Personal Memories - Paul Fitton
“I was six when the war started. My mother told me a little girl would be evacuated with us and that she would be a playmate for me. Being an only child I could hardly wait for her to arrive at our house in Browning Drive.
One morning I came downstairs to find a young man, 15 years old, sitting at our breakfast table and my mother told me he was Paul Fitton, our new evacuee from Roundhay School in Leeds.
I was so disappointed that he wasn’t a girl I almost immediately made up my mind to have nothing to do with him and that I wouldn’t speak to him, and I didn’t for about a week. Eventually I realised he was a good playmate after all and we were to become the best of friends.
My mother told me some years later why Paul had come to stay instead of the girl she had promised me. Apparently at about 11 o’clock one night a man had knocked on the door asking if we would take a boy from Leeds. My mother immediately said no and explained that she had requested a girl. However the man persuaded my parents to step outside to see how many boys they still had to find places for. They were never to forget the sight that met their eyes. About 30 boys sitting or lying on the pavement, some were even asleep - they had been trailing the streets of Lincoln all day looking for someone to take them in and they were all exhausted.
Paul stayed with us for about three months and then returned to Leeds.
He wrote to us that Christmas…..
Paul continued to keep in touch with the family afterwards.”
Pat Sharp, Lincoln
Extract from Call Back Yesterday - People of Lincolnshire remember the war. Lincolnshire Books, 1995.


**Problem to work on:** Whenever a line in the data holds the string "complexes", copy that line.

**Excerpts from a figure dataset:**
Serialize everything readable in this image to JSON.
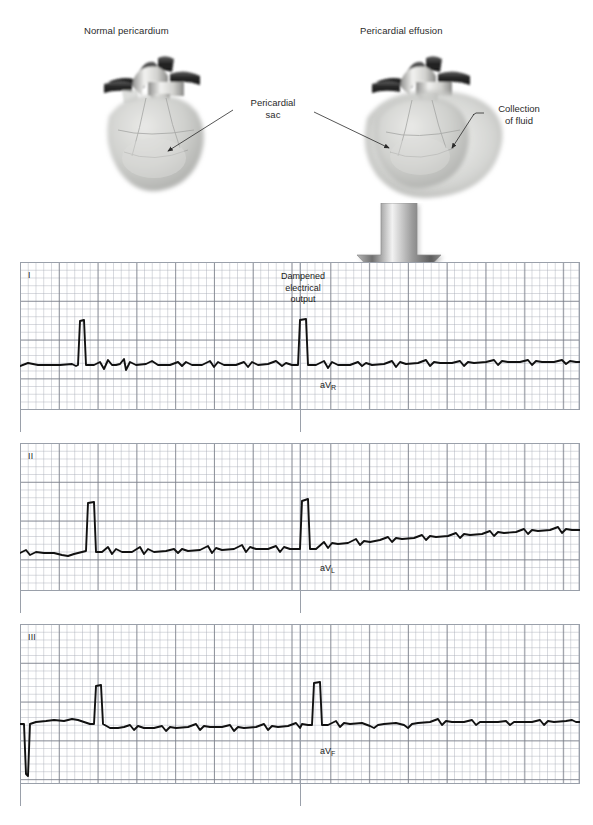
{
  "figure": {
    "anatomy": {
      "panels": [
        {
          "id": "normal",
          "caption": "Normal pericardium"
        },
        {
          "id": "effusion",
          "caption": "Pericardial effusion"
        }
      ],
      "callouts": [
        {
          "id": "pericardial-sac",
          "line1": "Pericardial",
          "line2": "sac"
        },
        {
          "id": "collection-fluid",
          "line1": "Collection",
          "line2": "of fluid"
        }
      ],
      "arrow": {
        "name": "down-arrow",
        "direction": "down",
        "color": "#9a9a9a"
      }
    },
    "annotation": {
      "dampened": {
        "line1": "Dampened",
        "line2": "electrical",
        "line3": "output"
      }
    },
    "ecg": {
      "paper": {
        "background": "#ffffff",
        "fine_grid_color": "#a8acb6",
        "bold_grid_color": "#787c86",
        "trace_color": "#111111",
        "small_box_px": 7.76,
        "large_box_px": 38.8
      },
      "strips": [
        {
          "id": "strip-1",
          "left_lead": "I",
          "right_lead_base": "aV",
          "right_lead_sub": "R"
        },
        {
          "id": "strip-2",
          "left_lead": "II",
          "right_lead_base": "aV",
          "right_lead_sub": "L"
        },
        {
          "id": "strip-3",
          "left_lead": "III",
          "right_lead_base": "aV",
          "right_lead_sub": "F"
        }
      ]
    }
  },
  "chart_data": {
    "type": "line",
    "xlabel": "",
    "ylabel": "",
    "grid": true,
    "legend": false,
    "annotations": [
      "Dampened electrical output"
    ],
    "series": [
      {
        "name": "I",
        "note": "calibration pulse then low-voltage complexes",
        "path": "M 0 104 L 8 101 L 18 103 L 40 103 L 52 102 L 56 104 L 58 103 L 60 59 L 64 58 L 66 103 L 74 103 L 80 100 L 84 107 L 88 98 L 92 103 L 96 103 L 100 102 L 104 97 L 106 108 L 110 100 L 116 103 L 126 102 L 132 99 L 138 103 L 150 103 L 158 100 L 162 104 L 166 100 L 172 103 L 182 103 L 190 99 L 194 105 L 198 100 L 204 103 L 216 103 L 224 100 L 228 105 L 232 100 L 238 103 L 248 102 L 256 99 L 262 104 L 266 101 L 272 103 L 278 103 L 280 58 L 286 57 L 288 103 L 296 103 L 304 99 L 308 106 L 312 100 L 318 103 L 330 103 L 338 100 L 342 104 L 346 101 L 352 103 L 364 102 L 372 99 L 376 105 L 380 100 L 386 102 L 398 101 L 406 98 L 410 104 L 414 100 L 420 101 L 432 101 L 440 99 L 444 104 L 448 100 L 454 101 L 466 100 L 474 98 L 478 103 L 482 99 L 488 100 L 500 100 L 508 98 L 512 103 L 516 99 L 522 100 L 534 100 L 542 98 L 546 102 L 550 99 L 556 100 L 560 100"
      },
      {
        "name": "II",
        "note": "slow upward baseline drift, low-voltage complexes",
        "path": "M 0 110 L 6 107 L 10 112 L 16 109 L 24 110 L 34 110 L 42 112 L 48 113 L 54 111 L 62 109 L 66 108 L 68 60 L 74 59 L 76 109 L 82 109 L 88 104 L 92 111 L 96 106 L 102 109 L 112 109 L 120 104 L 124 111 L 128 106 L 134 109 L 146 108 L 154 106 L 158 110 L 162 106 L 168 108 L 180 107 L 188 103 L 192 110 L 196 105 L 202 107 L 214 106 L 222 102 L 226 109 L 230 104 L 236 106 L 248 106 L 256 103 L 260 109 L 264 104 L 270 106 L 280 106 L 282 58 L 288 56 L 290 106 L 296 106 L 304 99 L 308 105 L 312 100 L 318 101 L 328 100 L 336 96 L 340 102 L 344 98 L 350 99 L 360 97 L 368 94 L 372 99 L 376 95 L 382 96 L 394 95 L 402 92 L 406 97 L 410 93 L 416 94 L 428 93 L 436 90 L 440 95 L 444 91 L 450 92 L 462 91 L 470 88 L 474 93 L 478 89 L 484 90 L 496 89 L 504 86 L 508 91 L 512 87 L 518 88 L 530 87 L 538 84 L 542 90 L 546 86 L 552 87 L 560 87"
      },
      {
        "name": "III",
        "note": "deep initial artefact deflection then low-voltage complexes",
        "path": "M 0 100 L 4 100 L 6 150 L 8 152 L 10 100 L 16 98 L 26 97 L 34 96 L 44 97 L 52 95 L 58 96 L 64 98 L 70 100 L 74 100 L 76 62 L 81 61 L 83 100 L 90 104 L 98 104 L 104 103 L 110 101 L 114 106 L 118 102 L 124 104 L 134 104 L 142 102 L 146 107 L 150 103 L 156 104 L 168 103 L 176 100 L 180 106 L 184 102 L 190 103 L 202 103 L 210 101 L 214 107 L 218 103 L 224 104 L 236 103 L 244 100 L 248 106 L 252 102 L 258 103 L 268 102 L 276 99 L 280 104 L 282 100 L 288 101 L 292 101 L 294 59 L 300 58 L 302 101 L 308 101 L 316 97 L 320 103 L 324 99 L 330 100 L 342 99 L 350 102 L 354 104 L 358 101 L 364 100 L 376 99 L 384 101 L 388 104 L 392 100 L 398 99 L 410 98 L 418 95 L 422 101 L 426 97 L 432 98 L 444 98 L 452 96 L 456 101 L 460 98 L 466 98 L 478 98 L 486 97 L 490 101 L 494 98 L 500 98 L 512 98 L 520 96 L 524 101 L 528 97 L 534 98 L 546 97 L 552 96 L 556 98 L 560 98"
      }
    ]
  }
}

**Exercise solution:**
        "note": "calibration pulse then low-voltage complexes",
        "note": "slow upward baseline drift, low-voltage complexes",
        "note": "deep initial artefact deflection then low-voltage complexes",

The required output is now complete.